Friday, October 3, 2008

Central Bank please wake-up


With recent disclosures about the bank being asleep while the unsuspecting depositor was losing money, is no surprise. Go to any floor of the mighty central bank at 9am and you will not find a lazier sleepy bunch of people if you wanted to. Then after their “Rs50 all you can eat buffet” lunch in the canteen, no one is competent enough to do any productive work as it is siesta time.

The hierarchy is aware of the problem, but as they have given up on getting productivity from the lifers who only get promoted on seniority there is little a progressive leader can do. This is called ossified and fossilized bureaucracy. No one takes the blame for a crisis and is the governor even has the gall to say it was they, who alerted and precipitated the crisis.

This is an example, like we have in the police force or the judiciary, where the laws and rules and regulations as well as powers are all in place, but no one wants to rock the boat, and instead hides under a cloak anonymity.

All government servants are the people’s representatives, and are supposed to look after the interests of the public, but no one is diligent in their jobs.

I agree that the Central Bank and its 3,000 overpaid staff have different job descriptions. No one has questioned whether it is necessary that they all occupy expensive offices in the heart of Colombo, or whether the job they do is really necessary. In the meantime the country is suffering due to incompetence and I have not heard one word uttered against this place.

A reform of the Central Bank on a meritocratic basis is sorely needed with an evaluation of what they do and the effectiveness and usefulness of some of their functions. I have forever maintained that even the statistics published of the foreign remittances are grossly understated. No one has been able to measure the shortfall in an objective way.

The malaise of a highly educated but totally impractical workforce is not only common to the Central Bank, but also to many government institutions, however I believe we should concentrate on cleaning this up as it has a detrimental effect to good governance and thereby default a drag on economic growth of the nation. I have a plan that will solve this problem, but we have to get rid of the dead weight in the Bank first.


EXERCISE DETAILS. Look through the records below for the word "title". Report how many lines have it, and only that number.

══ PROVIDED ENTRIES

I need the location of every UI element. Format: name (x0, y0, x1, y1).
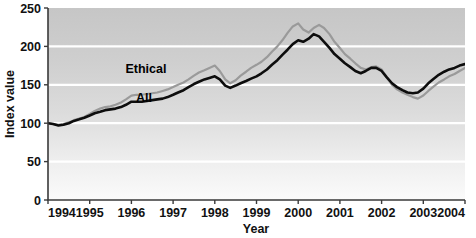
x-tick-label-2000: 2000 (284, 206, 312, 220)
y-tick-label-0: 0 (34, 194, 41, 208)
x-tick-label-1997: 1997 (159, 206, 187, 220)
x-tick-label-1996: 1996 (117, 206, 145, 220)
index-value-line-chart: 050100150200250 199419951996199719981999… (0, 0, 476, 238)
y-tick-label-50: 50 (27, 155, 41, 169)
chart-container: 050100150200250 199419951996199719981999… (0, 0, 476, 238)
x-axis-title: Year (243, 222, 270, 236)
x-tick-label-1995: 1995 (76, 206, 104, 220)
y-tick-label-250: 250 (20, 2, 41, 16)
plot-background (48, 8, 465, 200)
y-tick-label-200: 200 (20, 40, 41, 54)
x-tick-label-2001: 2001 (326, 206, 354, 220)
series-label-ethical: Ethical (125, 62, 166, 76)
y-axis-title: Index value (3, 70, 17, 138)
x-axis-ticks: 1994199519961997199819992000200120022003… (48, 200, 465, 220)
x-tick-label-2002: 2002 (368, 206, 396, 220)
x-tick-label-1994: 1994 (48, 206, 76, 220)
y-axis-ticks: 050100150200250 (20, 2, 48, 208)
x-tick-label-1998: 1998 (201, 206, 229, 220)
x-tick-label-2004: 2004 (437, 206, 465, 220)
series-label-all: All (136, 91, 152, 105)
y-tick-label-150: 150 (20, 78, 41, 92)
y-tick-label-100: 100 (20, 117, 41, 131)
x-tick-label-2003: 2003 (409, 206, 437, 220)
x-tick-label-1999: 1999 (243, 206, 271, 220)
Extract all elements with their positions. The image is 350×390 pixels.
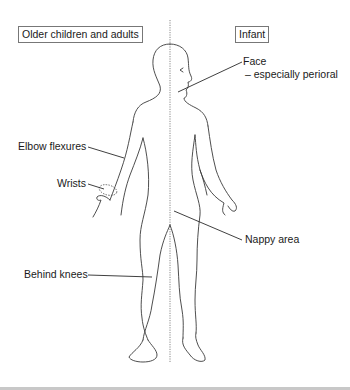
label-behind-knees: Behind knees <box>24 268 88 281</box>
nappy-leader-line <box>174 211 242 240</box>
label-nappy-area: Nappy area <box>245 233 299 246</box>
face-leader-line <box>178 62 242 92</box>
wrist-highlight-ellipse <box>98 183 118 197</box>
label-wrists: Wrists <box>57 177 86 190</box>
header-older-children-adults: Older children and adults <box>18 26 143 43</box>
eczema-distribution-diagram: Older children and adults Infant Face – … <box>0 0 350 390</box>
elbow-leader-line <box>88 147 124 158</box>
label-face-perioral: – especially perioral <box>245 68 338 81</box>
wrists-leader-line <box>88 184 104 189</box>
leader-lines <box>88 62 242 277</box>
header-infant: Infant <box>235 26 269 43</box>
body-outline <box>93 44 236 362</box>
body-outline-figure <box>0 0 350 390</box>
label-face: Face <box>243 55 266 68</box>
label-elbow-flexures: Elbow flexures <box>18 140 86 153</box>
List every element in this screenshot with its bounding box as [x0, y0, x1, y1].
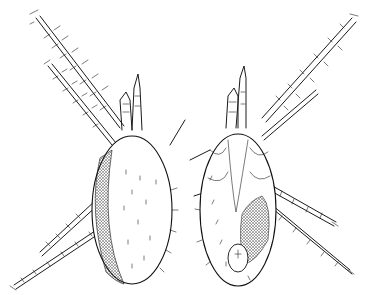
dorsal-mouthparts — [120, 74, 142, 130]
ventral-leg-setae — [276, 14, 358, 274]
ventral-mouthparts — [226, 66, 246, 128]
illustration-canvas — [0, 0, 370, 295]
mite-illustration — [0, 0, 370, 295]
dorsal-leg-setae — [10, 10, 108, 290]
dorsal-view-mite — [10, 10, 185, 290]
ventral-view-mite — [190, 14, 358, 286]
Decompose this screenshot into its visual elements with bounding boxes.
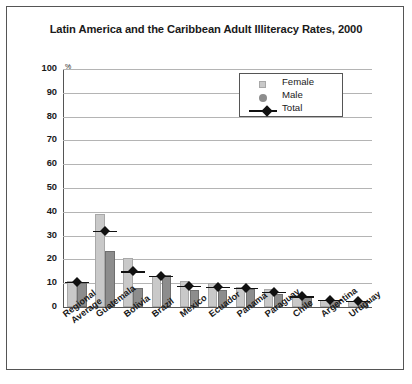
y-tick-80: 80 [13,111,57,121]
chart-frame: Latin America and the Caribbean Adult Il… [6,6,404,370]
gridline-40 [63,212,372,213]
y-tick-90: 90 [13,87,57,97]
legend-label-female: Female [282,76,314,87]
legend-circle-icon [259,94,267,102]
gridline-60 [63,164,372,165]
gridline-100 [63,69,372,70]
y-tick-50: 50 [13,182,57,192]
y-tick-10: 10 [13,277,57,287]
y-tick-40: 40 [13,206,57,216]
y-tick-60: 60 [13,158,57,168]
legend-square-icon [259,81,266,88]
chart-title: Latin America and the Caribbean Adult Il… [7,23,405,35]
gridline-30 [63,236,372,237]
y-tick-20: 20 [13,253,57,263]
chart-legend: Female Male Total [239,73,343,117]
y-tick-0: 0 [13,301,57,311]
chart-figure: Latin America and the Caribbean Adult Il… [0,0,412,384]
y-tick-70: 70 [13,134,57,144]
legend-label-total: Total [282,102,302,113]
legend-item-total: Total [240,103,344,116]
gridline-70 [63,140,372,141]
legend-label-male: Male [282,89,303,100]
legend-diamond-icon [261,105,272,116]
gridline-50 [63,188,372,189]
y-tick-100: 100 [13,63,57,73]
y-tick-30: 30 [13,230,57,240]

════

TASK ANSWER. 3